The final image was about 260K, still large, but the quality is good. Compressed for transfer, this image will serve well.

This code isn’t generalized, if you would like to use it, you’ll need to adjust the image dimensions and the number used to calculate the offsets.

XML Fed Form Interface

This is a demonstration of how you can use XML to feed PHP to generate a form. It is helpful when a flexible form interface is needed. This example includes the name of the field, the length, a regex validation string, default value, label for the input, whether it is required or not, and error text.
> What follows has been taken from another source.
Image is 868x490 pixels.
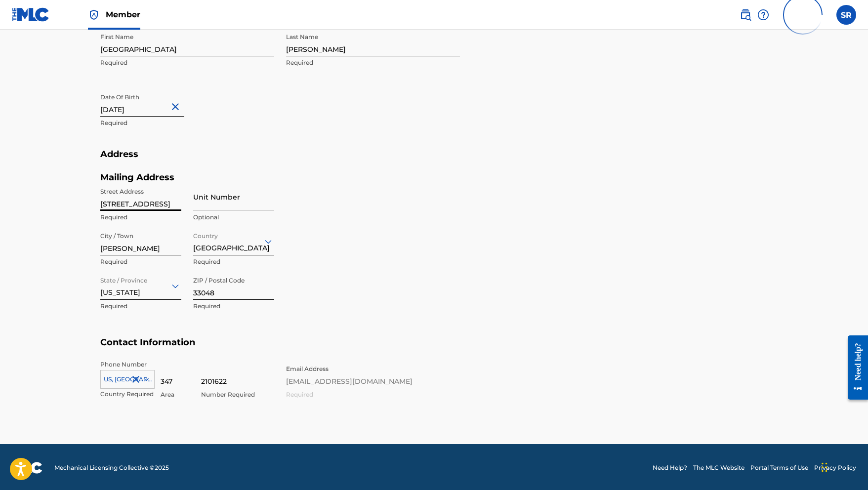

It could be extended have multilingual validation and error text.

<?xml version="1.0" encoding="utf-8" ?>
<interface>
        <name>Works</name>
        <fields>
                <field>
                        <name>URL</name>
                        <length>255</length>
                        <validation>[\w\.\-]{2,255}</validation>
                        <default>domain.com</default>
                        <label>URL</label>
                        <value>url.com</value>
                        <required>true</required>
                        <errortext>Letters, numbers, periods and dashes only</errortext>
                </field>
                <field>
                        <name>id</name>
                        <length>11</length>
                        <validation>[\d]{1,11}</validation>
                        <default>1</default>
                        <label>Id</label>
                        <required>true</required>
                        <errortext>Ids must be all digits</errortext>
                </field>
        </fields>
</interface>

This is the PHP that reads the XML. It uses SimpleXML, which is really nice.

<?php echo '<?xml version="1.0" encoding="utf-8" ?>' ?>
<?php
$xml=file_get_contents('bw.xml');
$xmldata = new SimpleXMLElement($xml);
$bValid=true;
/* Validate the submitted data */
if (isset($_POST['submit']))
{
        $bValid=true;
        foreach ($xmldata->fields->field as $f)
                if (isset($_POST["{$f->name}"]))
                {
                        $f->value=$_POST["{$f->name}"];
                        if (!preg_match('/^'.$f->validation.'$/',$_POST["{$f->name}"]))
                        {
                                $f->invalid=(bool)true;
                                $bValid=false;
                        }
                }
}
?>
<!DOCTYPE html PUBLIC "-//W3C//DTD XHTML 1.0 Strict//EN"
"http://www.w3.org/TR/xhtml1/DTD/xhtml1-strict.dtd">
<html lang="en-US" xml:lang="en-US" xmlns="http://www.w3.org/1999/xhtml">
<head>
<title>XML Form</title>
<meta http-equiv="Content-Type" content="text/html; charset=utf-8" />
<style type="text/css">
label
{
font-weight:bolder;
}
input,label
{
display:block;
}
.invalid
{
color:#f00;
}
</style>
</head>
<body>
<h1>XML Form Sourcing Demo</h1>
<hr />
<h2>Generated Inputs</h2>
<!-- 
Generates the form from the XML data.  Note the use of the invalid flag for highlighting, and the display of
errortext if appropriate.
-->  
<form action="#" method="post">
<?php foreach ($xmldata->fields->field as $f) : ?>
<label <?php if (isset($f->invalid)) echo 'class="invalid"' ?> for="<?php echo $f->name?>"><?php echo (($f->required==
'true')?'*':'').$f->label ?>
<?php if (isset($f->invalid)) echo ' '.$f->errortext; ?>
<input name="<?php echo $f->name ?>" id="<?php echo $f->name ?>"
        maxlength="<?php echo $f->length ?>"
        value="<?php echo (isset($f->value)?$f->value:$f->default) ?>" />
</label>
<?php endforeach ?>
<br />
<input name="submit" type="submit" />
</form>
<h2>Raw XML Data</h2>
<!-- Display the raw XML data, for debugging/development -->
<blockquote><?php echo nl2br(htmlentities(file_get_contents('bw.xml'))) ?></blockquote>
<h2>Parsed XML</h2>
<!-- Display how SimpleXML parsed the XML, again for debugging/development -->
<?php
echo '<pre>';
var_dump($xmldata);
echo '</pre>';
?>
<h2>Updated XML (if valid)</h2>
<!-- Show how the XML was updated, if it was valid -->
<?php
if ($bValid)
        echo '<pre>'.nl2br(htmlentities($xmldata->asXML())).'</pre>';
?>
</body>
</html>

This is well-suited for applications which must use connection data into a variety of external interfaces. In this case, the data can be presented, entered, validated, and stored, then used later by a different process.